What do you try to leave in your commit messages? | Java.net
# Bug ID. In fact, bug/commit association is so useful that often you use (or write) programs that analyze these relationship, so it's preferrable for this information to be machine readable.
# URL to the e-mail in the archive that prompted me to produce a change. In Hudson, often a conversation with users reveal an issue or an enhancement that results in a commit. This URL lets me retrieve the context of that change, and I find it tremendously useful.
# If the discussion of a change was in IM, not e-mail, I just paste the whole conversation log, as they don't have an URL. Ditto if the e-mail was sent to me privately.
# The input value and/or the environment that caused a misbehavior. In Hudson, I have this one method that needs to do some special casing for various application servers. When I later generalized it a bit more, commit messages that recorded the weird inputs from WebSphere, OC4J, and etc. turned out to be very useful.
# For a fix, a stack trace that indicates the failure. Sometimes I misdiagnose the problem, and later when I suspect I did, being able to see the original output really helps me.
# If I tried/considered some other approaches to the problem and abandoned them, record those and why. I sometimes look back my old change and go "why did I fix it this way — doing it that way would be a whole lot better!", only to discover later that "ah, because this won't work if I've done that!", and I knew I've gone through the same trail of thoughts before. If I'm in a middle of a big change and decide to abandon a considerable portion of it, I sometimes even commit that and roll it back, just so that I can revisit why I abandoned it later.

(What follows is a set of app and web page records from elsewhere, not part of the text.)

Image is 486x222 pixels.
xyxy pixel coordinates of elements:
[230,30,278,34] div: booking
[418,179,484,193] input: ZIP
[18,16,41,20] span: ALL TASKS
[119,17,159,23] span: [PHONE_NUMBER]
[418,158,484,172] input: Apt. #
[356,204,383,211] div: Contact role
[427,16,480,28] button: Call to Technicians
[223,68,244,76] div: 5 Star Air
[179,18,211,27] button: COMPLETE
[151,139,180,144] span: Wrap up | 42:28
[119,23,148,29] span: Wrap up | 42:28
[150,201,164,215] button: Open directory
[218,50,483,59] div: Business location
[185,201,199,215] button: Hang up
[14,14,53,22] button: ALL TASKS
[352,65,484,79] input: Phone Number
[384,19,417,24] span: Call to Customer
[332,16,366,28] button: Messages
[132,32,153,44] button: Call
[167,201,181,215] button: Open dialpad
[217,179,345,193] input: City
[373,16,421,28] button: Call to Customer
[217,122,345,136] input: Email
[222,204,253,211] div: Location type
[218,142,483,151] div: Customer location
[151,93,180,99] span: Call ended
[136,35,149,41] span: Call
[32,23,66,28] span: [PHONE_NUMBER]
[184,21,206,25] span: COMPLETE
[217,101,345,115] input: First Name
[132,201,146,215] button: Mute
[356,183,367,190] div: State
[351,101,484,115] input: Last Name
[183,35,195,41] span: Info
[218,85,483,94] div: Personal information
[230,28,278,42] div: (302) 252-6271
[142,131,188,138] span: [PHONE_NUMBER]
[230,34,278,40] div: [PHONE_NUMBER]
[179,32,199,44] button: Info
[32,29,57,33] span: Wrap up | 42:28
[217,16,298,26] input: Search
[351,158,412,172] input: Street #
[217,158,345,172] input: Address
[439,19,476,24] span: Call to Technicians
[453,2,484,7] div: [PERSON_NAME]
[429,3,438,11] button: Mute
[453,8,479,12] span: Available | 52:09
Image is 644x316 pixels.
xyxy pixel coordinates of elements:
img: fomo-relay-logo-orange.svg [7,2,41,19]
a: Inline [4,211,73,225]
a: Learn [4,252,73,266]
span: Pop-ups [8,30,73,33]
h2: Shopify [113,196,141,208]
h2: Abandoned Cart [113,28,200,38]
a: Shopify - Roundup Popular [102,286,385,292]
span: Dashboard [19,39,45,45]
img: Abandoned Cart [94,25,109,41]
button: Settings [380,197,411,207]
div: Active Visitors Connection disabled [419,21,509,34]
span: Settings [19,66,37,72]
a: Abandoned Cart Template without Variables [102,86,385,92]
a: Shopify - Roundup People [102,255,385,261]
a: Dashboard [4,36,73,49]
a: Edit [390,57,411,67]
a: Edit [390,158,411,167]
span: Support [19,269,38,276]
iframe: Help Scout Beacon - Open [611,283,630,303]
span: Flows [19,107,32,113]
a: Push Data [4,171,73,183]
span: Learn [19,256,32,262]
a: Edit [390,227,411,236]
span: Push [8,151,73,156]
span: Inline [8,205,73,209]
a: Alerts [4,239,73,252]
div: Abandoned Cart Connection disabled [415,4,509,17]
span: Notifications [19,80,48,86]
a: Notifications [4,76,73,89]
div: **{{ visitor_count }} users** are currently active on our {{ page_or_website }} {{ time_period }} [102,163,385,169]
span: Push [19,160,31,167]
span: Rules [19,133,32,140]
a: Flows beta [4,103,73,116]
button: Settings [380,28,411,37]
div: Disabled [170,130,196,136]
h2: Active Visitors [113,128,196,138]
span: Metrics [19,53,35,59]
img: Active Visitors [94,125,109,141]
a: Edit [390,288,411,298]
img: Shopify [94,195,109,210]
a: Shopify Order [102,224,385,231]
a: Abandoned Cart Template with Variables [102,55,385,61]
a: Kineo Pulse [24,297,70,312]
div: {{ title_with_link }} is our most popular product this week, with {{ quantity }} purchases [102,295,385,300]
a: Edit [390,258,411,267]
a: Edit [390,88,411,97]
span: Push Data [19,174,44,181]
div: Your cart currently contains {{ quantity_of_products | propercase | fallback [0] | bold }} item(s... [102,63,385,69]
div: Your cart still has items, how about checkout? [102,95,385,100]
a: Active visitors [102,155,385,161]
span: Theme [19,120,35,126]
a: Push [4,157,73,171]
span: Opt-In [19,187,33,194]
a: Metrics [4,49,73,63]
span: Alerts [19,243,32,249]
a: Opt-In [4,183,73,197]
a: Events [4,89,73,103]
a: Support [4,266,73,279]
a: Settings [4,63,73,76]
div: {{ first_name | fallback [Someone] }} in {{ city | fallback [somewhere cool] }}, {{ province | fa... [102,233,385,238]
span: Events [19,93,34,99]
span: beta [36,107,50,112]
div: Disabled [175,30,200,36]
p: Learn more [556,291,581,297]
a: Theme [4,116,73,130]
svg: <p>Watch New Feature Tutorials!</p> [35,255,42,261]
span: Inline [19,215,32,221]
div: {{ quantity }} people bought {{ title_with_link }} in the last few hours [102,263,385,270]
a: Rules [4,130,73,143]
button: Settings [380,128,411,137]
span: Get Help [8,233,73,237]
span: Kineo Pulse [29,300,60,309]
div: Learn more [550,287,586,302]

# If a change should have been logically a part of a previous change, just say so. If I happen to know the commit ID of the previous change, I definitely leave that, but if I don't remember it, I still try to point to where that previous change was, like roughly when it was made, which file it was made, who did it, etc, so that future myself can narrow down the search space if I need to find it.